Recuro.

Retry Policy

Quick Summary — TL;DR

  • A retry policy defines how many times to retry a failed job, how long to wait between attempts, and which errors are worth retrying.
  • Use exponential backoff with jitter as the default strategy — it prevents thundering herds and gives failing services time to recover.
  • Only retry transient errors (5xx, 408, 429); permanent errors (400, 401, 404) should fail immediately. Exhausted retries go to a dead letter queue.

A retry policy defines how your system handles failed jobs: how many times to retry, how long to wait between attempts, and which failures are worth retrying. Without a retry policy, a single transient failure — a network blip, a brief API outage — becomes a permanent data loss.

Components of a retry policy

Setting What it controls Typical value
Max attemptsHow many times to retry before giving up3 – 5
Backoff strategyHow the delay between retries growsExponential backoff
Base delayThe initial wait before the first retry15 – 60 seconds
Max delayThe ceiling on how long any single retry waits5 – 30 minutes
Retryable errorsWhich status codes or error types trigger a retry5xx, 408, 429, connection errors

Backoff strategies

Fixed delay

Retry every N seconds regardless of attempt number. Simple but dangerous — it can overload a recovering server with evenly spaced retries.

Exponential backoff

Double the delay between each attempt (e.g., 15s, 30s, 60s, 120s). This is the standard for most background job systems. See exponential backoff for details.

Exponential backoff with jitter

Add randomness to the exponential delay to prevent synchronized retries across many jobs — a pattern known as the thundering herd problem. This is the best general-purpose strategy.

Which errors to retry

Not all failures are transient. Retrying a 400 Bad Request wastes resources because the request will always fail. A good retry policy distinguishes between:

What happens after max retries

When a job exhausts all retry attempts, it should go to a dead letter queue — not disappear. The DLQ preserves the job so you can investigate, fix the root cause, and replay it. Dropping failed jobs silently is the single biggest source of data loss in background processing.
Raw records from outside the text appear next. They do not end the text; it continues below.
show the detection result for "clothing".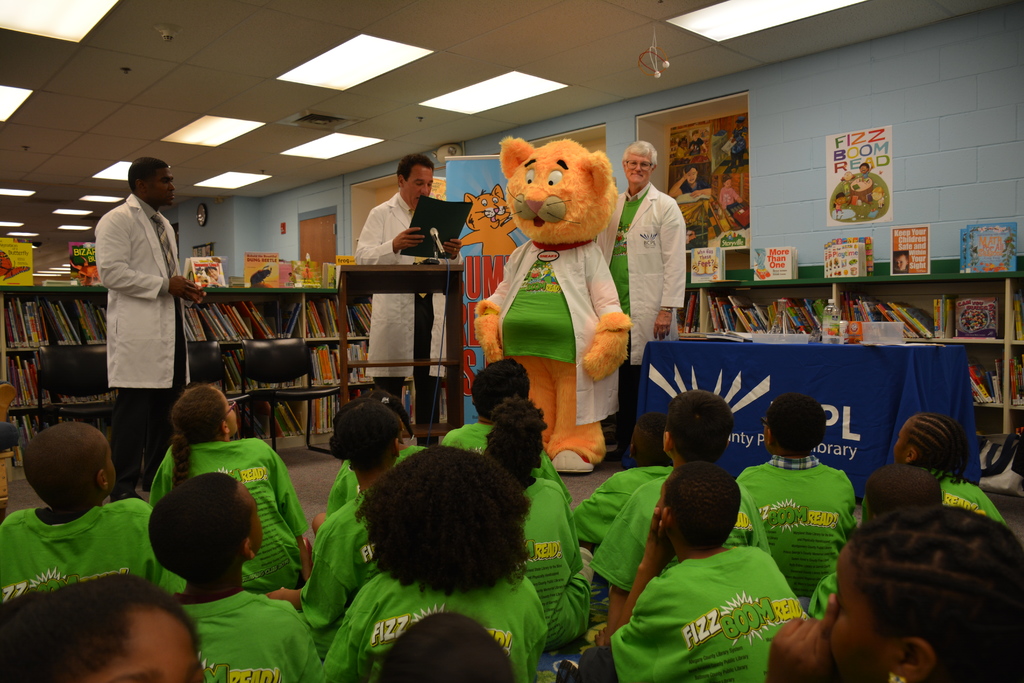
{"left": 437, "top": 422, "right": 571, "bottom": 497}.
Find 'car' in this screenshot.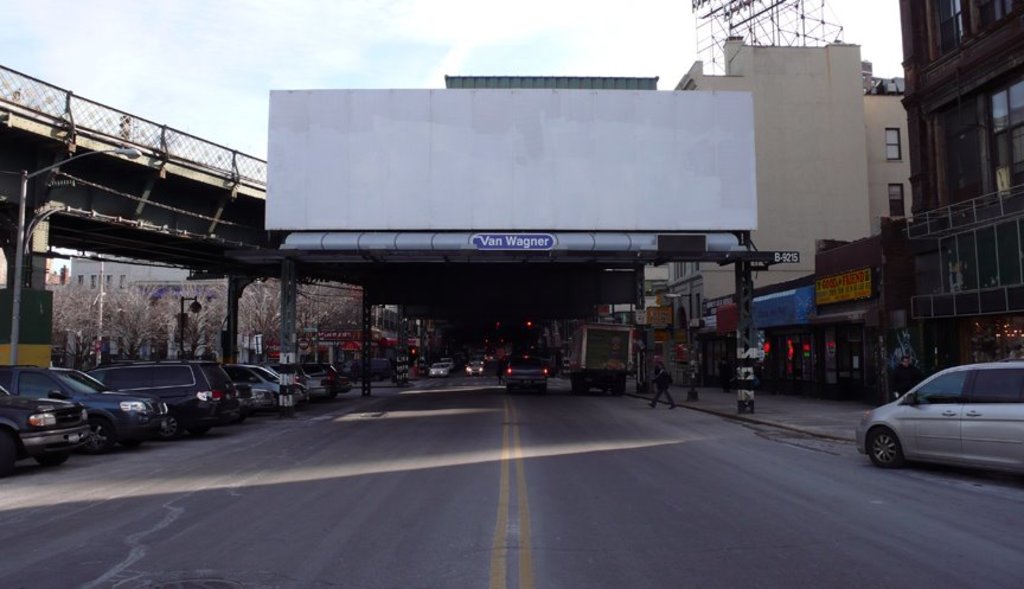
The bounding box for 'car' is box(0, 382, 97, 479).
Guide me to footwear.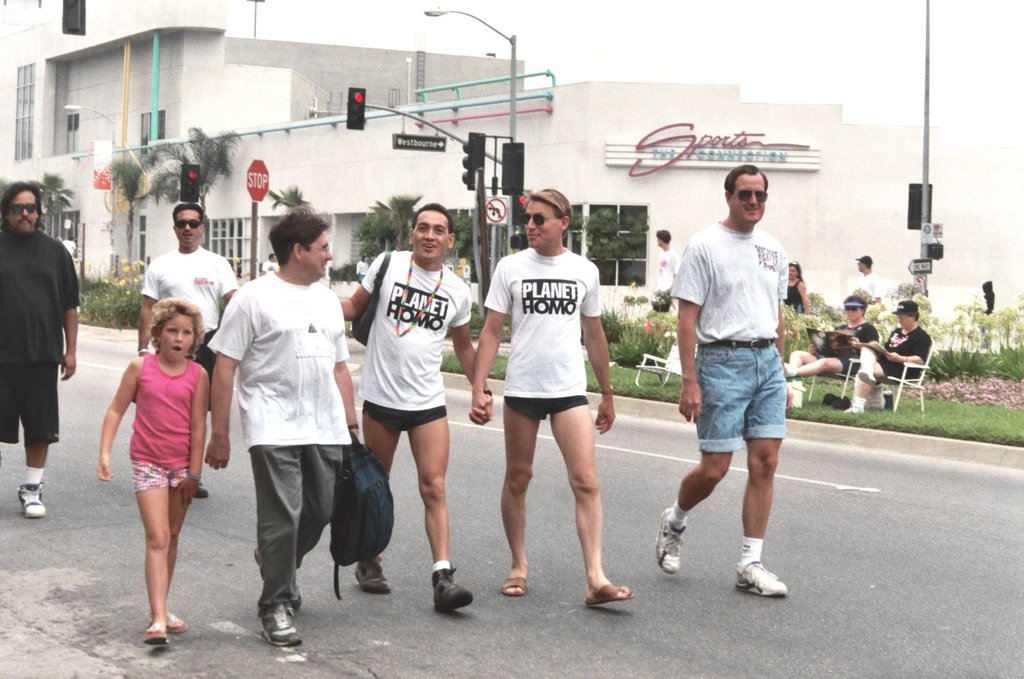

Per-queue vs per-job policies

Some systems let you set retry policies at the queue level (all jobs in this queue share the same policy) or per-job (each job specifies its own retry behavior). Queue-level policies are simpler; per-job policies give finer control.

Recuro uses per-queue retry configuration: set the retry count and the queue handles backoff automatically for every job in that queue.

FAQ

What is a retry policy?

A retry policy is a set of rules that defines how many times a failed job should be retried, how long to wait between attempts, and which types of failures are worth retrying.

How many retries should I configure?

3 to 5 retries is standard for HTTP jobs. Critical operations (payments, data sync) may warrant more. With exponential backoff, 5 retries with a 30-second base delay span about 16 minutes — enough for most transient outages.

Should I retry 4xx errors?

Generally no. 4xx errors mean the request itself is wrong — bad payload, missing auth, wrong URL. Retrying won't fix the problem. The exceptions are 408 (timeout) and 429 (rate limit), which are transient and retryable.

A retry policy works with exponential backoff and jitter to space out attempts and dead letter queues to catch permanent failures. Jobs should be idempotent to survive retries safely — most queue systems provide at-least-once delivery, meaning retried jobs may execute more than once. When an endpoint fails consistently, a circuit breaker can stop retries entirely until the service recovers.